Time Machine is a good title for Leslie Jones’s new Netflix stand-up special. It refers specifically to the final joke of her set, a sequence where she imagines traveling back in time to tell her younger self that she’s going to make it, and then traveling into the future to talk to herself as a 90-year-old.
It’s more than just the final joke, though. It’s also a pervasive theme throughout the hour. The special keeps circling around the idea that Jones is looking back at earlier versions of herself, or is encapsulating something about the experience of being young and aging. It’s a special that works because Jones is so good at measuring the distance between where she was and where she is now. She’s especially good at pointing out the absurdity of both sides, the young and the old, without losing the underlying kernel of understanding.
Jones starts from what feels like overfamiliar territory. The young people today, she tells the audience, are not living up to the standards she wants for them. But it’s not the typical “millennials are entitled†line, and it’s also not the exhausting “kids today are too sensitive.†Jones’s concern is that the 20-year-olds of today are too anxious and too overwhelmed to be doing what 20-year-olds should be doing: partying and working at a Popeyes while they try to figure out their futures.
This on its own might also be a shallow sort of revelation, but this is where Jones’s ability to be a time machine shines. She uses her introduction about the anxious 20-year-olds of today to tell stories about herself as a 20-year-old, especially a story about the time she got tickets to a Grammys after-party and then learned Prince was going to be there. It’s a long and winding account, but the peak of it involves Jones realizing Prince has entered the room and then proceeding to perform a fully choreographed dance to a Prince song in order to catch his attention.
I will not spoil the punch line, which is both simple and hilarious. But the best part of that joke is the dance itself, which Jones performs immaculately and at length, with a facial expression that somehow manages to live in both time periods at once. She is simultaneously a 20-something, extremely serious about getting Prince to sleep with her, and a 50-something comedian, amused by how ridiculous she was. (And lest you discount the importance of how well Jones maintains this expression, she makes a crack elsewhere in the set that knowing how to control her face is a skill she only gained with age.) Her sympathies are with both sides, and when she stops to put her hands on her knees in exhaustion after a long sequence of the dance, she manages to keep hold of both characters at once. She is the 20-year-old, dancing in shoes that do not fit, in front of a superstar she wants to sleep with. She is a 50-year-old wearing a knee brace, performing the dance of her 20-year-old self. Jones herself is the time machine, and her time-traveling abilities are funny and convincing.
Not all of the hour is quite as ecstatically effective as that dance story, or the closing sequence where she imagines what it’d be like if she did actually appear in a time machine in front of her younger self. There’s nothing wrong with vaginal humor, just as there’s nothing wrong with a parade of male comedians making dick jokes, and when Jones connects her pussy-centric material to the larger theme, it works well. It works even though it’s pretty goofy to watch Jones narrate her older vagina as a fire-breathing organ by having it yell “Dracarys!â€, especially once you remember that this special is directed by Game of Thrones co-creators D.B. Weiss and David Benioff. But there’s been a run of stand-up that makes a point of explaining that giving birth is hard, and Jones’s twist on the material doesn’t do much to distinguish itself from Michelle Wolf, Ali Wong, or Amy Schumer also explaining that yes, birth is hard. Her material is more insightful and more effective when she finds a tighter, more specific angle.
Beyond the unexpected element in making Weiss and Benioff directors of a comedy special, Time Machine is mostly a well-shot, well-edited work, although its choices are fairly conventional. There is one bit of live performance that makes its way into the final special in an endearing and slightly messy way, though, and I’m not referring to the moment when Jones briefly climbs off the stage to lecture a man about how hard it is to take a dick and how much he should appreciate his wife. That sort of thing, while effective, is also the kind of obviously rehearsed audience bit that aims to seem risky and never comes across as convincing.
No, the bit of accidental spontaneity that does muscle its way into this otherwise highly polished hour is that halfway through, one of Jones’s fake eyelashes begins to slip, and rather than ignore it or try to make it work, she decides to rip her falsies off. There’s a close-up shot of them lying on the stage, resting beautifully in the golden lighting. Like most specials, Time Machine is the composite of at least two filmed performances, so the rest of the hour features cuts back and forth between Jones with and Jones without her large, noticeable false eyelashes. I could make a crack about the attention to detail of the Game of Thrones directors here, but in truth, I’m a fan of the eyelash continuity problem.
As much as anything else in Time Machine, the missing eyelashes communicate how big and ebullient Jones’s performance is. She has the ability to make a careful performance feel wildly combustible. It’s nice to see a special reflect some of the inevitable imperfection of a truly live show.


### WORK ITEM
Lines containing the word "bistoury" are to be copied from the data below.

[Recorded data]
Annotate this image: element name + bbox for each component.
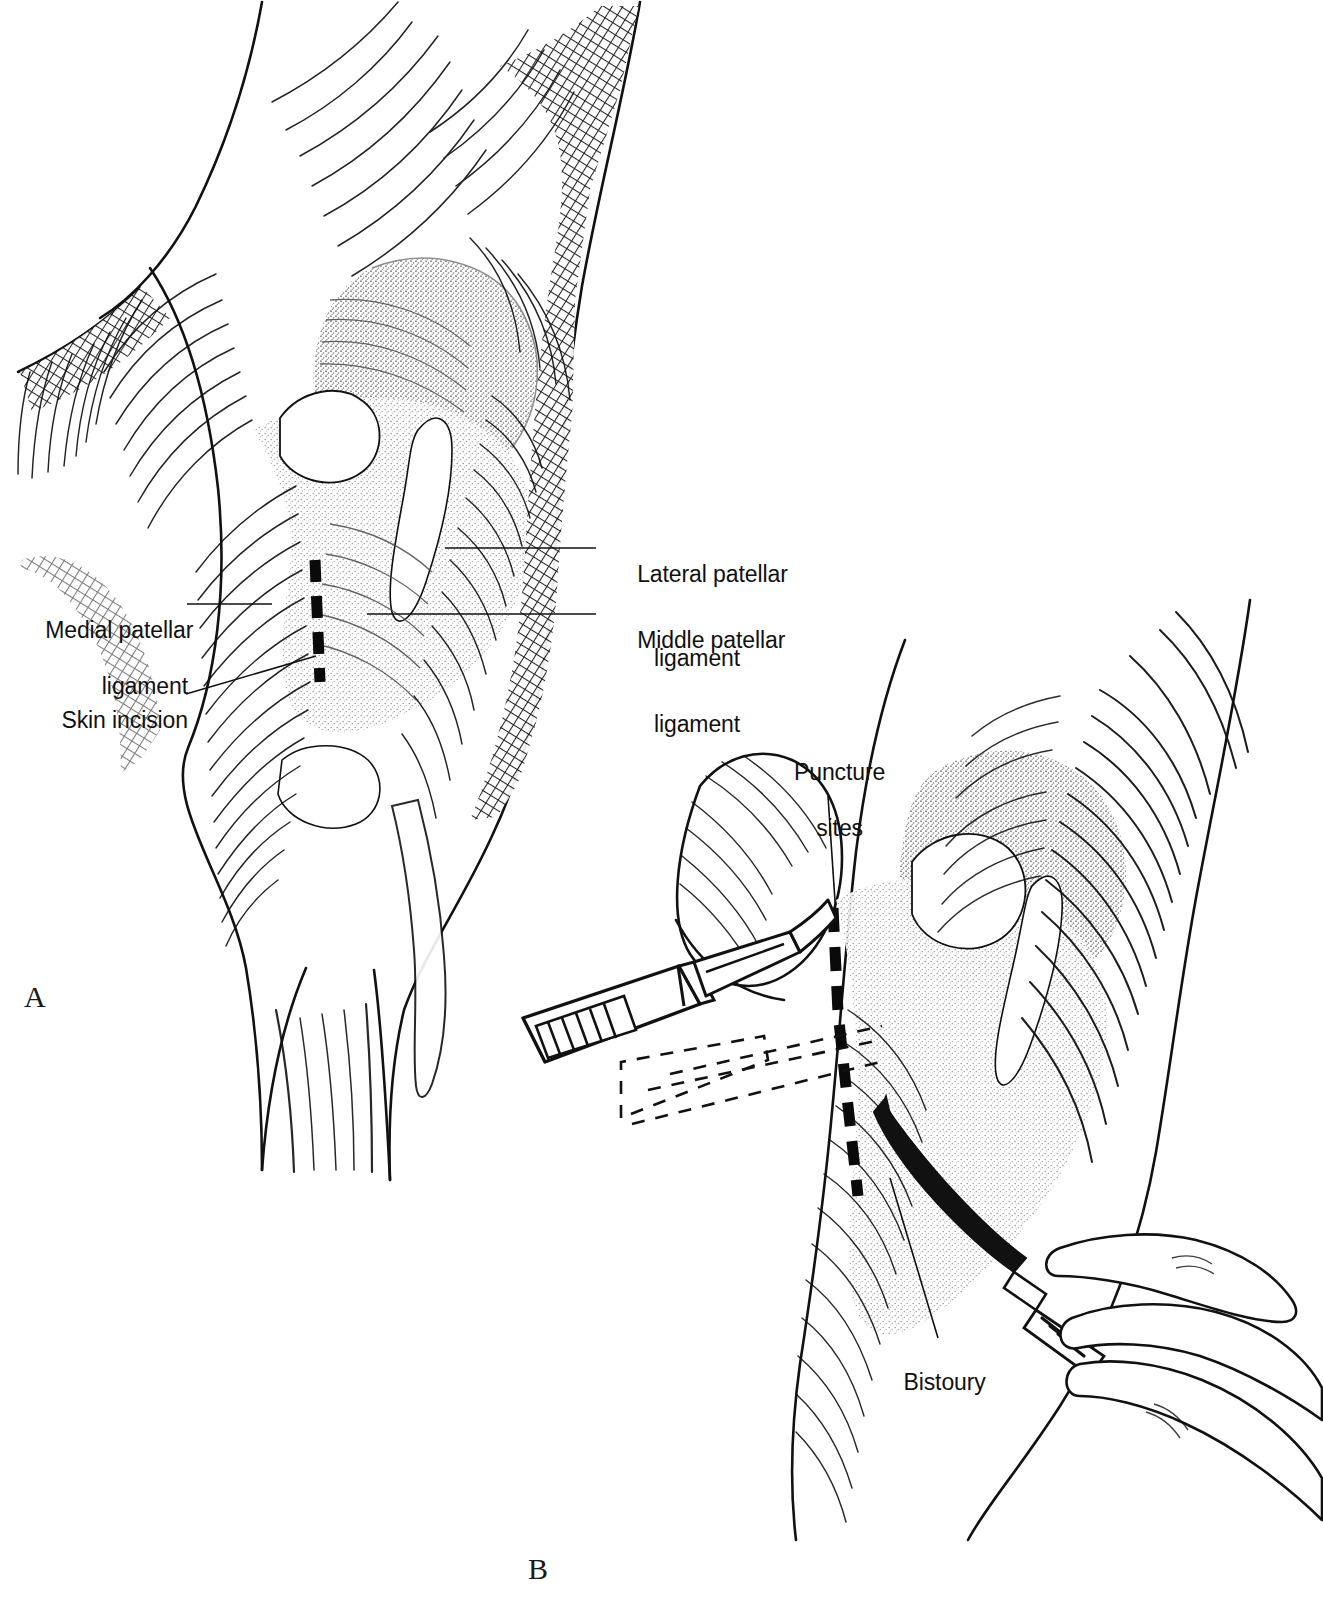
panel-letter-a: A — [24, 980, 46, 1014]
label-skin-incision-text: Skin incision — [61, 707, 188, 733]
panel-letter-b: B — [528, 1552, 548, 1586]
label-puncture-sites-line1: Puncture — [794, 759, 885, 785]
label-middle-patellar-ligament-line1: Middle patellar — [637, 627, 785, 653]
surgeon-hand — [1046, 1234, 1322, 1520]
label-puncture-sites: Puncture sites — [742, 730, 912, 870]
label-puncture-sites-line2: sites — [816, 815, 863, 841]
figure-root: Medial patellar ligament Skin incision L… — [0, 0, 1323, 1616]
muscle-hatching-a-upper — [272, 2, 574, 276]
label-bistoury-text: Bistoury — [903, 1369, 985, 1395]
lower-leg-a — [276, 800, 446, 1172]
label-skin-incision: Skin incision — [20, 678, 188, 762]
label-lateral-patellar-ligament-line1: Lateral patellar — [637, 561, 788, 587]
illustration-canvas — [0, 0, 1323, 1616]
label-medial-patellar-ligament-line1: Medial patellar — [45, 617, 193, 643]
label-bistoury: Bistoury — [838, 1340, 1026, 1424]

### RESULT OF THIS EXERCISE
label-bistoury-text: Bistoury — [903, 1369, 985, 1395]
label-bistoury: Bistoury — [838, 1340, 1026, 1424]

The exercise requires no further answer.